Bessie has been procrastinating on her cow-mistry homework and now needs your help! She needs to create a mixture of three different cow-michals. As all good cows know though, some cow-michals cannot be mixed with each other or else they will cause an explosion. In particular, two cow-michals with labels $a$ and $b$ can only be present in the same mixture if $a \oplus b \le K$ ($1 \le K \le 10^9$).
NOTE: Here, $a\oplus b$ denotes the "bitwise exclusive or'' of non-negative integers $a$ and $b$. This operation is equivalent to adding each corresponding pair of bits in base 2 and discarding the carry. For example, $$0\oplus 0=1\oplus 1=0,$$ $$1\oplus 0=0\oplus 1=1,$$ $$5\oplus 7=101_2\oplus 111_2=010_2=2.$$
Bessie has $N$ ($1\le N\le 2\cdot 10^4$) boxes of cow-michals and the $i$-th box contains cow-michals labeled $l_i$ through $r_i$ inclusive $(0\le l_i \le r_i \le 10^9)$. No two boxes have any cow-michals in common. She wants to know how many unique mixtures of three different cow-michals she can create. Two mixtures are considered different if there is at least one cow-michal present in one but not the other. Since the answer may be very large, report it modulo $10^9 + 7$.
INPUT FORMAT (input arrives from the terminal / stdin):
The first line contains two integers $N$ and $K$.
Each of the next $N$ lines contains two space-separated integers $l_i$ and $r_i$. It is guaranteed that the boxes of cow-michals are provided in increasing order of their contents; namely, $r_i<l_{i+1}$ for each $1\le i<N$.
OUTPUT FORMAT (print output to the terminal / stdout):
The number of mixtures of three different cow-michals Bessie can create, modulo $10^9 + 7$.
SAMPLE INPUT:
1 13 0 199
SAMPLE OUTPUT:
4280We can split the chemicals into 13 groups that cannot cross-mix: $(0\ldots 15)$, $(16\ldots 31)$, $\ldots$ $(192\ldots 199)$. Each of the first twelve groups contributes $352$ unique mixtures and the last contributes $56$ (since all $\binom{8}{3}$ combinations of three different cow-michals from $(192\ldots 199)$ are okay), for a total of $352\cdot 12+56=4280$.
SAMPLE INPUT:
6 147 1 35 48 103 125 127 154 190 195 235 240 250
SAMPLE OUTPUT:
267188
SCORING
- Test cases 3-4 satisfy $\max(K,r_N)\le 10^4$.
- Test cases 5-6 satisfy $K=2^k-1$ for some integer $k\ge 1$.
- Test cases 7-11 satisfy $\max(K,r_N)\le 10^6$.
- Test cases 12-16 satisfy $N\le 20$.
- Test cases 17-21 satisfy no additional constraints.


## Description of the task
Please report how many lines in the records below contain the word "plant", and give nothing else.

══════════

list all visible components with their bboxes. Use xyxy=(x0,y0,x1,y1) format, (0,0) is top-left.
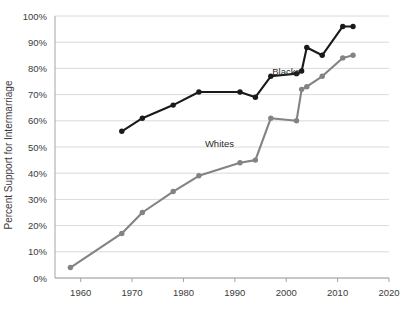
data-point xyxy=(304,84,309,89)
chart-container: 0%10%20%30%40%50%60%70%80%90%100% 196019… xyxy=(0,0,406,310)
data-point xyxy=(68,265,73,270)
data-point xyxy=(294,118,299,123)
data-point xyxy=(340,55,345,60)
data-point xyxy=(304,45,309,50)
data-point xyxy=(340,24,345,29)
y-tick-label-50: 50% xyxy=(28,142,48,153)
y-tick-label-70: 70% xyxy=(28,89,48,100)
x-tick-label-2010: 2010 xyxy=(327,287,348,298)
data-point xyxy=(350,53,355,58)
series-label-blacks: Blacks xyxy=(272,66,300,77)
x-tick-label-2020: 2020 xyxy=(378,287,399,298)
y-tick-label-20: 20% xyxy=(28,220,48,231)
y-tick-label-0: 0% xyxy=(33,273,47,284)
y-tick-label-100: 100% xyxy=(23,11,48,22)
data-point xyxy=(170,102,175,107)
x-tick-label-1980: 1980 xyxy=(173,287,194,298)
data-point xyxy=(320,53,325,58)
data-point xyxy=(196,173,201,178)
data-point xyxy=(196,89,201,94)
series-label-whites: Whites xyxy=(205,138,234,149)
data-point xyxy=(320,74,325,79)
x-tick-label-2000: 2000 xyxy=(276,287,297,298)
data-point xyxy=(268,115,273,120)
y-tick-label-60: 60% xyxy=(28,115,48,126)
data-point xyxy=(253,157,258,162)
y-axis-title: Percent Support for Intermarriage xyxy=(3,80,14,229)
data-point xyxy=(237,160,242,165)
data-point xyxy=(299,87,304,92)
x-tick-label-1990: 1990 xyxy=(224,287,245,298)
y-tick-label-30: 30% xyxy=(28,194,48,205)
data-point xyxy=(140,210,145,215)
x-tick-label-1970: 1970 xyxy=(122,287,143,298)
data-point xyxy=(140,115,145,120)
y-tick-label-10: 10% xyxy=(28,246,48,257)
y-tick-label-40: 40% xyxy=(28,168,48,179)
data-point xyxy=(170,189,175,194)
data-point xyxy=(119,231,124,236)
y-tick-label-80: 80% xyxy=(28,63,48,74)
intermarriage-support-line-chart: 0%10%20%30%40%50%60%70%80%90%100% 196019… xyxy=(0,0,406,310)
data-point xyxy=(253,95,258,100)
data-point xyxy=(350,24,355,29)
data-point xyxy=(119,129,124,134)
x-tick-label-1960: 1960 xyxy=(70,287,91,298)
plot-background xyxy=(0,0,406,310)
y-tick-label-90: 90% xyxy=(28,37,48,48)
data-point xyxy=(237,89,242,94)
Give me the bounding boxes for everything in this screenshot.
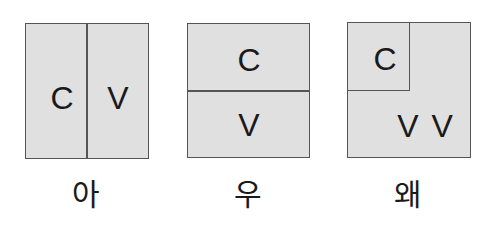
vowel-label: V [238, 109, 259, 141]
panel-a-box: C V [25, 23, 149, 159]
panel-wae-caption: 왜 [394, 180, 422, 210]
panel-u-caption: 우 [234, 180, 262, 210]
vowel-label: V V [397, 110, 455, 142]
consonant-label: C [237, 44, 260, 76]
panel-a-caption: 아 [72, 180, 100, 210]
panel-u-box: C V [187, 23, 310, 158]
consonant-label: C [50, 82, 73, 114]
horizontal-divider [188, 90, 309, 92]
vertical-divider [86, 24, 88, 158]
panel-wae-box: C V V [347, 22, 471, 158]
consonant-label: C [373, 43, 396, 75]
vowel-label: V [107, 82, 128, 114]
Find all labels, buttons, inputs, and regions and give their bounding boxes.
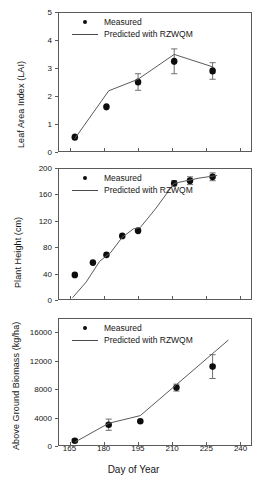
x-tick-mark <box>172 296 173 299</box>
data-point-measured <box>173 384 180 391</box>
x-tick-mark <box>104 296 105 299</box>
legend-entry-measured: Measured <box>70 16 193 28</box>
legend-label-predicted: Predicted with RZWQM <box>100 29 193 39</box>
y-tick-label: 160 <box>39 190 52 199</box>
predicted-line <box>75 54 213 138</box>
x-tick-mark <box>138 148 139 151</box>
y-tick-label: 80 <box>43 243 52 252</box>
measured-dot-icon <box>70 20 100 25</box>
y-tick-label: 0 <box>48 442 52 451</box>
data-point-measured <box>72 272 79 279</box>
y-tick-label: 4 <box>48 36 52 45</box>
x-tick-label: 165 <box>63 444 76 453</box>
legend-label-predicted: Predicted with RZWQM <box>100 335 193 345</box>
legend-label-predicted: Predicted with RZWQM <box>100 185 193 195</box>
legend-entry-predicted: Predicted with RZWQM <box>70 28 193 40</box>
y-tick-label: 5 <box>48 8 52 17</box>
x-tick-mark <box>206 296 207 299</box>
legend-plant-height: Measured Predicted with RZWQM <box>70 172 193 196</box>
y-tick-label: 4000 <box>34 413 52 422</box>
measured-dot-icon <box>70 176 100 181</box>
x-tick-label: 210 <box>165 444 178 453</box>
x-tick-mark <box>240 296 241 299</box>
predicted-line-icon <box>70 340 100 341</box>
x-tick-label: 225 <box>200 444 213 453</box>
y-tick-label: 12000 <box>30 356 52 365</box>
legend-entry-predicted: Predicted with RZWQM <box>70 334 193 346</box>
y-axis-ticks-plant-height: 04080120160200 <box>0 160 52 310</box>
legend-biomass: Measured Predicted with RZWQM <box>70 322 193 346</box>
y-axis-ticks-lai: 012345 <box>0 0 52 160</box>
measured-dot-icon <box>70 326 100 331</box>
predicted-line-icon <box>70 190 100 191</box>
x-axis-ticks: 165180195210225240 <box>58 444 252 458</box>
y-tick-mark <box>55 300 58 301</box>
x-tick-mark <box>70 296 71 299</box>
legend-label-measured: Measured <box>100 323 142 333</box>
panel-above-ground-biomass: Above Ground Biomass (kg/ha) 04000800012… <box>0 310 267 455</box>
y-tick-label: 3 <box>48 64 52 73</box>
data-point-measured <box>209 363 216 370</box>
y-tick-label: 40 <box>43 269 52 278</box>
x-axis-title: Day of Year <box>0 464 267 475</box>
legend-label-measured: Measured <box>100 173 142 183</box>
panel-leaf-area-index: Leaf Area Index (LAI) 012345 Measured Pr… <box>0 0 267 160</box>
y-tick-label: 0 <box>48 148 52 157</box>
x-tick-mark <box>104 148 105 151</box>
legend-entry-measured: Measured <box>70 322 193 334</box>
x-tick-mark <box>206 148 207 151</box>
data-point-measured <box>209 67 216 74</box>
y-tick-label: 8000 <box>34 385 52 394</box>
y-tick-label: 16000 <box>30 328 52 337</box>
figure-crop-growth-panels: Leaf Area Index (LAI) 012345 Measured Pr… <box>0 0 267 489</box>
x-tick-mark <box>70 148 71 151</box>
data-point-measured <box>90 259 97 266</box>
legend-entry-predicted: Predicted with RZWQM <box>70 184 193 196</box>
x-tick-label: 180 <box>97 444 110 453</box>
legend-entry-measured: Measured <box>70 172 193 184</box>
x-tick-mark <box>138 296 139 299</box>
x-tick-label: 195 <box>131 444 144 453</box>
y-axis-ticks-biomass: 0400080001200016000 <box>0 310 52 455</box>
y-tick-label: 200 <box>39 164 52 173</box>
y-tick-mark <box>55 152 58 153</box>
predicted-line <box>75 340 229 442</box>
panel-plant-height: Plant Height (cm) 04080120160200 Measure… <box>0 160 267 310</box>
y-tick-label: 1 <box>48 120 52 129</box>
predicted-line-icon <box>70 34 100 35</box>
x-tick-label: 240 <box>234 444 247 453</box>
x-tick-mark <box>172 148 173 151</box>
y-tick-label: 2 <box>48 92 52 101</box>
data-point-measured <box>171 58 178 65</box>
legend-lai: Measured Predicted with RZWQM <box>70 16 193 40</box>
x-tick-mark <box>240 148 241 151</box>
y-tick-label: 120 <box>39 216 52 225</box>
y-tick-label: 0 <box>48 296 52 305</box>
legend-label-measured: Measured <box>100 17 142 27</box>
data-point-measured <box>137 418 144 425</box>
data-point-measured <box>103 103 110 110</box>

══════════

## Output for this task
3